We also see the example of the giant Zombie banks. Looking at their XBRL we see extension rates well above 50%. They are telling their story, their way - by intentionally making it difficult for simple Zombie to Zombie comparisons to be run. Difficult in fact, for anyone to perform automated analysis, including regulators.

There are also companies that have limited resources to spend on their external reporting, and XBRL has added to their burden. Sometimes creating a new extension is simply faster and easier than digging through 16,000+ elements, reading detailed definitions, and wondering why their exact concept is missing. Equally, as the US GAAP taxonomy evolves year on year, how many companies are reviewing their extensions, confirming that an extension created in a prior year is still required.

Three examples, three motivations, one outcome: more extensions.

1. Transparency if wonderful. We are different, and we want the investing community to know that we are different. We have unique line items and footnoted facts because we want to demonstrate why we are the better investment.

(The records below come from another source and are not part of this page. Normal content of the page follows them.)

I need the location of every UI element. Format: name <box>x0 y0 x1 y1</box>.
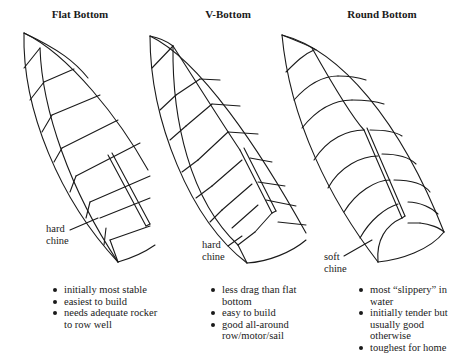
feature-item: good all-around row/motor/sail <box>210 319 306 342</box>
feature-item: toughest for home <box>358 342 450 354</box>
v-bottom-hull-drawing <box>150 36 306 263</box>
flat-bottom-hull-drawing <box>24 33 155 262</box>
v-bottom-features: less drag than flat bottom easy to build… <box>210 284 306 342</box>
feature-item: needs adequate rocker to row well <box>52 307 162 330</box>
round-bottom-features: most “slippery” in water initially tende… <box>358 284 450 354</box>
feature-item: less drag than flat bottom <box>210 284 306 307</box>
feature-item: initially most stable <box>52 284 162 296</box>
feature-item: most “slippery” in water <box>358 284 450 307</box>
round-bottom-chine-label: soft chine <box>324 251 347 275</box>
feature-item: initially tender but usually good otherw… <box>358 307 450 342</box>
round-bottom-hull-drawing <box>282 35 444 262</box>
flat-bottom-features: initially most stable easiest to build n… <box>52 284 162 330</box>
v-bottom-chine-label: hard chine <box>202 239 225 263</box>
feature-item: easiest to build <box>52 296 162 308</box>
flat-bottom-chine-label: hard chine <box>46 223 69 247</box>
feature-item: easy to build <box>210 307 306 319</box>
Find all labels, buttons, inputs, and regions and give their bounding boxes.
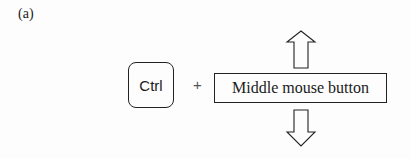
ctrl-key-label: Ctrl bbox=[139, 77, 162, 94]
ctrl-key: Ctrl bbox=[128, 62, 174, 108]
middle-mouse-button-box: Middle mouse button bbox=[214, 73, 387, 103]
plus-operator: + bbox=[193, 76, 202, 93]
panel-label: (a) bbox=[18, 6, 34, 22]
middle-mouse-button-label: Middle mouse button bbox=[232, 79, 369, 97]
arrow-down-outline-icon bbox=[286, 109, 316, 149]
arrow-up-outline-icon bbox=[286, 30, 316, 70]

2. We'll happily pay for opacity. We are different, and exploitation of our differences enables us to be successful. Enabling easy comparisons between us and our 'peers' actually will reduce our ability to exploit our unique advantages - whatever they are. Transparency helps regulators and competitors, not us.

3. We are too busy and with no benefit from investing limited resources in XBRL, we'll get this done a quickly and cheaply as possible. If we can produce XBRL that passes the SEC's validation checks, then that is good enough for us.

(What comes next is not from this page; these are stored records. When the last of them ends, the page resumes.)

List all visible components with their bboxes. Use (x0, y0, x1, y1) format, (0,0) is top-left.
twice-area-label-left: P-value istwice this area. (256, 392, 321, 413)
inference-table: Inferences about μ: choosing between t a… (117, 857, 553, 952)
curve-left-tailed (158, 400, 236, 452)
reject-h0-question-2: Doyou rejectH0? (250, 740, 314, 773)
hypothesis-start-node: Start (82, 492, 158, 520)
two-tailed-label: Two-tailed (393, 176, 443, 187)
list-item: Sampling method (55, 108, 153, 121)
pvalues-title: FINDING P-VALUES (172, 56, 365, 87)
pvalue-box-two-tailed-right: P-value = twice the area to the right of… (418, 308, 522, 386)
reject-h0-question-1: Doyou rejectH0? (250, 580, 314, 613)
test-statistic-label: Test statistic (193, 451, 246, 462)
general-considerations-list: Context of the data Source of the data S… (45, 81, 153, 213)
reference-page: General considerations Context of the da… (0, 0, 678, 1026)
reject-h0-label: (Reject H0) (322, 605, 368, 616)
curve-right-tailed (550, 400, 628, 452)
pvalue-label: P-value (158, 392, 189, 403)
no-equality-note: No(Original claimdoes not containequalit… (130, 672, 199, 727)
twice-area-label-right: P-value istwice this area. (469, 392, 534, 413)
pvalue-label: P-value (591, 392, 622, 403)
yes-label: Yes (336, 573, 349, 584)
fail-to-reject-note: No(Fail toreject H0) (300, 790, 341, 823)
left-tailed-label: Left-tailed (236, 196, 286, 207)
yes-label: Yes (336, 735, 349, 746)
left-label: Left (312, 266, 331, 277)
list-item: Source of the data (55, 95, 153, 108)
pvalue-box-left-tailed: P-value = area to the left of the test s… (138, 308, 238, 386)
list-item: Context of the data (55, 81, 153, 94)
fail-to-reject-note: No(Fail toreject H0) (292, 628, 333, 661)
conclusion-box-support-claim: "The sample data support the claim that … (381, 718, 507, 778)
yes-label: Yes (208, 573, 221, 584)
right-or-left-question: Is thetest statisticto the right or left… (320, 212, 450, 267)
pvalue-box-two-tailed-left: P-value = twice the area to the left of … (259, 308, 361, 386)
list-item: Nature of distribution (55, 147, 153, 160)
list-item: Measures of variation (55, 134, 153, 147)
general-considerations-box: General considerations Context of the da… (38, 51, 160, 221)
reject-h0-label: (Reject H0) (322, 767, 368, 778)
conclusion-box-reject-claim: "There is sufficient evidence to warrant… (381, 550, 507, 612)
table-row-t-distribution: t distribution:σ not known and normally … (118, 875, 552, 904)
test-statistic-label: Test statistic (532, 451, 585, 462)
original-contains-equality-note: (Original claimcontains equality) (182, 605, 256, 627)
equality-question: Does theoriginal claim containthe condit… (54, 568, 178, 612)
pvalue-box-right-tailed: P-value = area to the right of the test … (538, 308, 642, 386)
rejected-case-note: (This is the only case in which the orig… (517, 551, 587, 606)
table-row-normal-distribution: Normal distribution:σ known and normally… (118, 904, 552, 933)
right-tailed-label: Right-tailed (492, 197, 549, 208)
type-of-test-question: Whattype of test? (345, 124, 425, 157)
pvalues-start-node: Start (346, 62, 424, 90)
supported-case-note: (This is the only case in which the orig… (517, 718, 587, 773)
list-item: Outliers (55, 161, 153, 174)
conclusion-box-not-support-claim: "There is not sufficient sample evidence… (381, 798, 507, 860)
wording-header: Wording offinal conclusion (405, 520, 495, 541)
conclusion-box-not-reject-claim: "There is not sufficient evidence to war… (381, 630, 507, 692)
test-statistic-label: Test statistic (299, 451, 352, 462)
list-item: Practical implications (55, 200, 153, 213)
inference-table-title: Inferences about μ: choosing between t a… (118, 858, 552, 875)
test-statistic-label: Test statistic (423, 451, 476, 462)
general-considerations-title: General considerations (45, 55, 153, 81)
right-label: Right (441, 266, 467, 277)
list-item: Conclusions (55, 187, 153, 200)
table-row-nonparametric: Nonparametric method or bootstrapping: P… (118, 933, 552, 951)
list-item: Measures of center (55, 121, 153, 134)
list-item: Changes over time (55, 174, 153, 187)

One example uses XBRL to improve the quality of available information and increase transparency. The other harnesses the power of XBRL to protect their opacity. "Our 'black box' is what keeps us profitable, reduces competitors ability to match us, and keeps the regulators in the dark (without appearing to want to keep regulators in the dark)". The third simply does not have the resources to waste on XBRL, there's real work that needs doing.

They are not going away

There is simply too large a need for extensions, and too many different motivations. There are also over a million extensions already created. These are not going away. Some, possibly most, are either duplicates or are so similar as the make if difficult to differentiate. Yet these are not going away. If anything, expect the total number of extensions to continue to rise.

After all, even if the SEC, the FASB, the IASB, or any group, attempts to analyse extensions to identify a reduced set of new taxonomy elements, the three motivations outlined above will act as a 'headwind' to companies migrating off their extensions. 

So while we should see fewer 'errors', we will not see significant drops in extensions that are there specifically to influence comparability or reduce the 'auto consumption' of financial and business information. Controlling the message is what business reporting is all about, not providing transparent reporting. 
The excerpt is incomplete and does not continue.